Monday, February 10, 2020

Kirk O'Riordan, Autumn Winds, Holly Roadfeldt, Ann Moss, Peter Dutilly

There are compositional avenues that have begun opening up since somewhere in the later '70s-early '80s of last century. It is a post-Minimalist tonal lyricism that owes something to the examples of Arvo Part, the John Cage of "Cheap Imitation" (his Satie tribute), George Crumb, perhaps the example of later Morton Feldman, and other things besides, not to omit influential Minimalists like Riley and Reich.

It is music that generally eschews complex harmonic modulation for sometimes an almost chant-like ritual steady-state. Repetition may be present but it is not the primary vehicle of musical syntax so much as there is a linear logic of that sometimes as combined with an overarching variational sequencing.The more ritualistic of this style has been dubbed Radical Tonality and the Cold Blue label has been an outstanding exponent of that byway, but there are less cosmically oriented works out there too that nonetheless show off a direct tonal lyricism as well. Today we have a composer in the latter "camp," and four exemplary chamber configuration examples.

I speak of Kirk O'Riordan and his Autumn Winds (Ravello RR8029). Featured are a series of somewhat interlocking, mutually illuminating, recently composed (2012-2016) works, two for soprano Ann Moss and pianist Holly Roadfeldt--the song cycle "Four Beautiful Songs" (with Peter Dutilly on viola) and the vocal-instrumental sequence "Autumn Winds," then the purely instrumental contrasts in "Prayer Stones" (for Roadfelt and Peter Dutilly on viola), and "Beautiful Nightmares" for piano (Roadfelt) alone.

"Nightmares" is the more harmonically complex, at times more dense and therefore the more overtly "Modern" sounding of the lot.
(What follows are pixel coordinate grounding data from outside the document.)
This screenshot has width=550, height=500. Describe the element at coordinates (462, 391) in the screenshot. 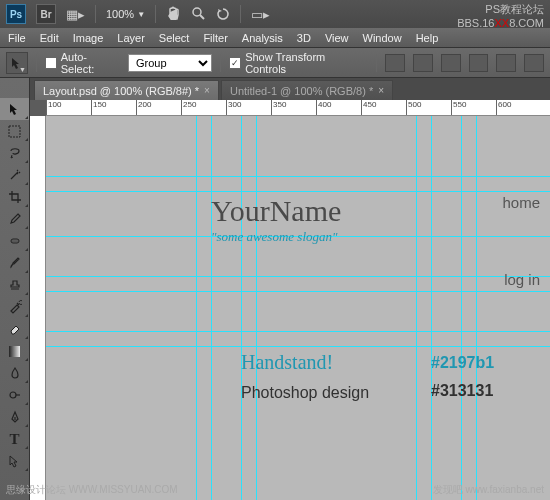

I see `canvas-colorcode-2: #313131` at that location.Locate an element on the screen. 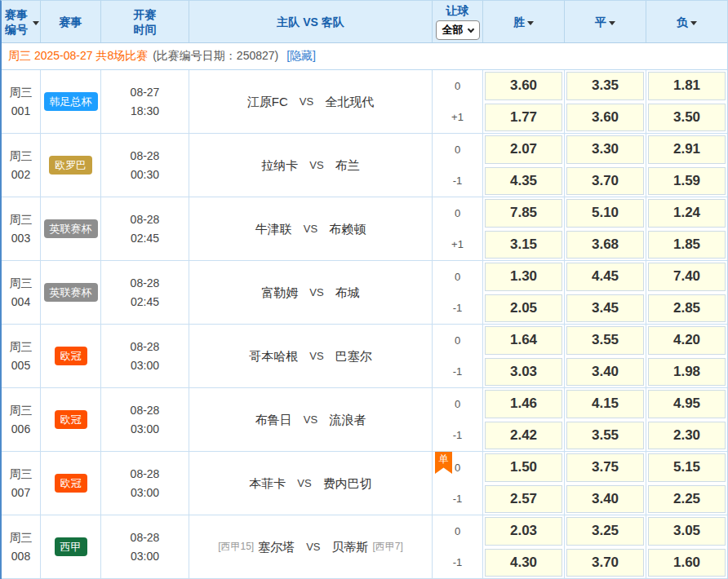 This screenshot has height=579, width=728. league-badge: 西甲 is located at coordinates (71, 546).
But like the others there are tonal sequences that set the music apart as not of the "variations on variations" sort of approach. There are sectionalities and a deliberate quality one comes to recognize and appreciate on repeated listens.

The viola-piano "Prayer Stones" is quite contemplative, lyrical, "quietly spiritual" as Holly Roadfelt notes on the liners. The music breaks into a number of meditative gestures and has a beauty that in effect haunts the listening self when heard with deep concentration.

"Autumn Wind" sets 15 haiku by the revered poet Matsuo Basho. There is a musical equivalency to the spare suchness of the words that enchants nicely.

Finally the soprano-viola-piano "Four Beautiful Songs" sets the poetic texts of O'Riordan's close friend Lee Upton. It is all about beauty as experienced from multiple personal angles, including as Roadfelt notes "the wonder, the conflict, the joy and the turbulence" of it all. The music has tensile strength and contrasting episodic originality.

That in effect is this album in a nutshell. It is a program notable for its fine, idiomatic performances by all concerned. Compositionally it seems on first blush simple at heart but as one listens the details both flesh themselves out and freshen the listening mind so that it all seems increasingly evergreen  and more complex than at first might be thought. Recommended for those New Music enthusiasts and acolytes who find a lyrical turn welcome. O'Riordan brings us much to contemplate and appreciate.